The Giant Turnip? That would be us attempting to wrench free of Europe. The Hare and the Tortoise? Oops. Our early-doors, “worldbeating” testing system springs to mind – but, on the plus side, hubris looks a lot cuter with long furry ears.
The metaphors are endless. They are also more easily assimilated and indeed far more
comforting than facts.
The Little Red Hen, who got no help as she grafted away, planting the corn and growing the corn, harvesting, grinding and baking the corn? That would be our very own unsung Rishi Sunak, quietly getting on
with things – until he emerges with his loaf and every lazy so-and-so clamours for a slice. Oh, and forget crazy talk of money trees: it’s a Magic Porridge Pot we need, quantitatively easing hot torrents orren of liquidity on to our streets. Although what we do with it is up to us. In these cautionary tales, jeopardy looms large. But so, too, does morality; when bargains are made an and broken, the consequences co can be more terrible ter than could ever be ant anticipated.

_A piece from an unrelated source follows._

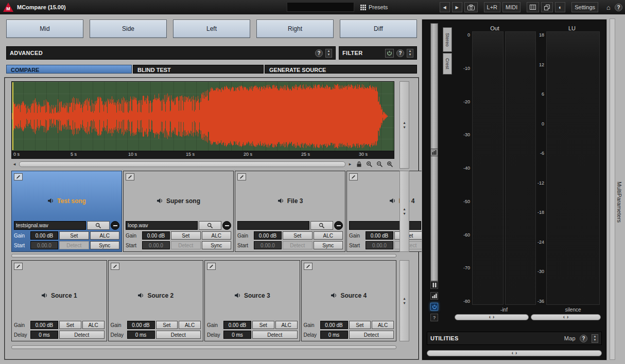  What do you see at coordinates (560, 7) in the screenshot?
I see `contrast-button: ◐` at bounding box center [560, 7].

The T frightening thrill of the these children’s tales is that som sometimes they end well, and som sometimes they do not. Real life gives g them an added frisso frisson of terror.
Pie Pied Piper Gavin Williamson led ou our teenagers off to unive university this year, but will he ever r return them? Do Emperor Boris Boris’s sober new clothes actually t exist?
Has this Government got the nous to erect a solid test and trace infrastructure that Covid-19 won’t be able to huff, puff and blow down this winter?
And, above all, the single burning question is this: when will we all be able to live happily ever after?